Abstract

ABSTRACT Resumés of Hugh Grant’s career routinely note his performance as the repressed, upper-class Clive Durham in James Ivory’s groundbreaking gay Edwardian drama Maurice (1987) as his breakthrough role. However, Grant’s subsequent rise to global romcom stardom and celebrity since Four Weddings and a Funeral (1994) has gradually occluded this earlier career phase from consideration as a significant moment in the formation of the ‘Hugh Grant’ persona. This research interrogates this interpretative gap by exploring the mediated self-/construction and sense-making interpretation of Grant’s persona in and around Maurice as manifested in the film’s 1987 media coverage.
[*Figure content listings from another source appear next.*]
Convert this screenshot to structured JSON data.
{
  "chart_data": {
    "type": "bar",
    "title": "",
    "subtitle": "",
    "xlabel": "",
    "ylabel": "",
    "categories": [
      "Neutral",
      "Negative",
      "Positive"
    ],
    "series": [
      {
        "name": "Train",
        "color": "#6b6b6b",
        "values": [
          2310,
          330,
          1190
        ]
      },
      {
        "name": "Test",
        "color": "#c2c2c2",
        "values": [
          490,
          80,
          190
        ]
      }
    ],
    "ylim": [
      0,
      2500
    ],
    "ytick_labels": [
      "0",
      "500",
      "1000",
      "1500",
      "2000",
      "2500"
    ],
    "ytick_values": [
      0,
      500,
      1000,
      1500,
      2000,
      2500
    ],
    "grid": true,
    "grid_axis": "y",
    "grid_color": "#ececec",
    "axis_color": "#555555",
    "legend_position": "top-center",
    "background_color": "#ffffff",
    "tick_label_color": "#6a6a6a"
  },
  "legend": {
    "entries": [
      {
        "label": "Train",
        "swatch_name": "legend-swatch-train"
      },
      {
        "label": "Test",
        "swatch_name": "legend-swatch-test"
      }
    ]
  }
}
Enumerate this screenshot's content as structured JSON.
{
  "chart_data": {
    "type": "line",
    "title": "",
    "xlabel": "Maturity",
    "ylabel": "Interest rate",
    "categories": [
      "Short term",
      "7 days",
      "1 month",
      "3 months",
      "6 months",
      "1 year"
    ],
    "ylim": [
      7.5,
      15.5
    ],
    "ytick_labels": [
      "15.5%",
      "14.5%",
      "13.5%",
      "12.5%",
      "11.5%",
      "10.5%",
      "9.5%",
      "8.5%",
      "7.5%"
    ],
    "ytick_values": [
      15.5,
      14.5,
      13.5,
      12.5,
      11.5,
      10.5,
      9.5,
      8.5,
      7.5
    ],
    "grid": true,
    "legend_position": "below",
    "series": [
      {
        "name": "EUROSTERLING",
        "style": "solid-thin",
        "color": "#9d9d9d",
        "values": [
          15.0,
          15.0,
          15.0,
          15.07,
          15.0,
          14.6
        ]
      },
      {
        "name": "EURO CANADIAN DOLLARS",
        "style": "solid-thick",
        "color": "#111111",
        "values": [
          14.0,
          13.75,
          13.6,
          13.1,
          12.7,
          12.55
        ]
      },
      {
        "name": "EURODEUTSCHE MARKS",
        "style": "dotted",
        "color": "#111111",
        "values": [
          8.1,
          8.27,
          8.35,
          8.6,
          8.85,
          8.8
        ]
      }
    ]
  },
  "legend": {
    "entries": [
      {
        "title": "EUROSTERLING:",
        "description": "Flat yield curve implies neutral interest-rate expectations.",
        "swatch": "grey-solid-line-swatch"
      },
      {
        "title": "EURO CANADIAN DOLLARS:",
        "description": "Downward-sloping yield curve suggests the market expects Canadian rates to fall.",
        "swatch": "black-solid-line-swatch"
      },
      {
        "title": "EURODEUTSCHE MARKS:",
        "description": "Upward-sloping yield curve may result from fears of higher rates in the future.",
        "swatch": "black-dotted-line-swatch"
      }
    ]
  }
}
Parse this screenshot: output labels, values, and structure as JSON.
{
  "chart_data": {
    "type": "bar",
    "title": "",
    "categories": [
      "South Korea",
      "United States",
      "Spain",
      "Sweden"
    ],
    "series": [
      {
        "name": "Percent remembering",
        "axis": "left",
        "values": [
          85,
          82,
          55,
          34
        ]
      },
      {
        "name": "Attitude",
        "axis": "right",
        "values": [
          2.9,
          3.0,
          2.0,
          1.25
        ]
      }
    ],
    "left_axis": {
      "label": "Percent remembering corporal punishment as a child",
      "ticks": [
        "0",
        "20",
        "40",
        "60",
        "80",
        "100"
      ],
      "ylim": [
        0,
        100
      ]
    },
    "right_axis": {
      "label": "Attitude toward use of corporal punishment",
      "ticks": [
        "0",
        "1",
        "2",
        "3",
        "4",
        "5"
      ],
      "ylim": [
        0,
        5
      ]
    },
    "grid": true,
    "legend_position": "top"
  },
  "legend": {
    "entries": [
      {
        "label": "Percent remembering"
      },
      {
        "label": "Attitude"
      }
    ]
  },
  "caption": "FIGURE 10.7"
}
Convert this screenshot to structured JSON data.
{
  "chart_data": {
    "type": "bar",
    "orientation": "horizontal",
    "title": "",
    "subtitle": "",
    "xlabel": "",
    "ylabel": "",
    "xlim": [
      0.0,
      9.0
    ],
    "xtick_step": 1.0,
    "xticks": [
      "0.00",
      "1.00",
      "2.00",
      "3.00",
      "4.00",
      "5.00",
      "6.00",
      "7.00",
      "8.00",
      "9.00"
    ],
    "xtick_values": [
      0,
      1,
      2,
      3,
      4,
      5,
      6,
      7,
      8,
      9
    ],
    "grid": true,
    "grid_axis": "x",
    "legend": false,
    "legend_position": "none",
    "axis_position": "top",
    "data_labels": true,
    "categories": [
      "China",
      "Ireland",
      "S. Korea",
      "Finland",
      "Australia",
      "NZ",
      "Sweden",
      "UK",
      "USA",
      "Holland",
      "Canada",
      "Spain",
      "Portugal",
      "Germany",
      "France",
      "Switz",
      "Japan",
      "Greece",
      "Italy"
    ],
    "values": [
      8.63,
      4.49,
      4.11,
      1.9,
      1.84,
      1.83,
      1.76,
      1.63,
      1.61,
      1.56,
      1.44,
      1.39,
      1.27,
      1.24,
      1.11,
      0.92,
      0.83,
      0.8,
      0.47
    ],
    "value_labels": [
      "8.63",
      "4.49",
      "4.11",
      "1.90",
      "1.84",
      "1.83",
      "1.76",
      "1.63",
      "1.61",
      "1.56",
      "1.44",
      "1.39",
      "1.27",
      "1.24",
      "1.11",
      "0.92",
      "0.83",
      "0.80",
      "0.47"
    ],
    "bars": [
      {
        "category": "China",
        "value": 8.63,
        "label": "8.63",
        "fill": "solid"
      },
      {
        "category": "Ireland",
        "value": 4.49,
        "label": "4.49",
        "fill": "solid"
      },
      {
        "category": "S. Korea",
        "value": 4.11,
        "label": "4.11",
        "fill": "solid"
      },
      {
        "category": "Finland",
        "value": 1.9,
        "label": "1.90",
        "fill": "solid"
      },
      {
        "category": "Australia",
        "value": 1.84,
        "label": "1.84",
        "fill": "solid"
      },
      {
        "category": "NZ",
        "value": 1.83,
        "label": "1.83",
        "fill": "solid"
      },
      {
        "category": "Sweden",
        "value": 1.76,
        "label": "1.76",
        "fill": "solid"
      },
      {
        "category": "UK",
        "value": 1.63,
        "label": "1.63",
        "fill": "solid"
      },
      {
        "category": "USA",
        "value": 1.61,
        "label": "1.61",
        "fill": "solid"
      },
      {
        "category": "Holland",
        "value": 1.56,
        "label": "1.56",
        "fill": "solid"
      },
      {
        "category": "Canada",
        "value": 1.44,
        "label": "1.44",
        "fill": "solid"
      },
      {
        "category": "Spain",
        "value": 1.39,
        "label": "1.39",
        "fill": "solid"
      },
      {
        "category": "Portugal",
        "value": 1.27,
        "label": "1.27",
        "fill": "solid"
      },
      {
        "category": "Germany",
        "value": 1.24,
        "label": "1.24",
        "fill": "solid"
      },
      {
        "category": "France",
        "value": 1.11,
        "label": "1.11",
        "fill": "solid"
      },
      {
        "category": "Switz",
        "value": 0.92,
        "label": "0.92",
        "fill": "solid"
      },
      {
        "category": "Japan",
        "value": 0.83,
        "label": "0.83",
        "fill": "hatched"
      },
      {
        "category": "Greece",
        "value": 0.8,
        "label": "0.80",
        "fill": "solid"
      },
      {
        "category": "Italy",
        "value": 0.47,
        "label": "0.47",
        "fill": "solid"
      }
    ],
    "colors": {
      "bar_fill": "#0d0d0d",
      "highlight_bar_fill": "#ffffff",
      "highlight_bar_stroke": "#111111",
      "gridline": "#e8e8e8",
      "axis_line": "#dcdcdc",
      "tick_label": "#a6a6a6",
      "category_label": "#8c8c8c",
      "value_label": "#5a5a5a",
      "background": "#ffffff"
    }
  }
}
Also drawing on Ivory’s casting files, and comparatively on media which focused on all three of Maurice’s young ‘unknown’ male stars, the study explores how the ‘Hugh Grant’ of the late 1980s prefigures, denaturalises and unsettles later understandings of romcom ‘Hugh Grant’, including problematising his relation to New Man masculinities and foregrounding questions of class. The recent career narrative of Grant’s ‘new’ turn towards serious roles is likewise challenged by attention to his tragicomic performance in Maurice, which his Jeremy Thorpe in A Very English Scandal (2018) would reflexively echo 31 years later.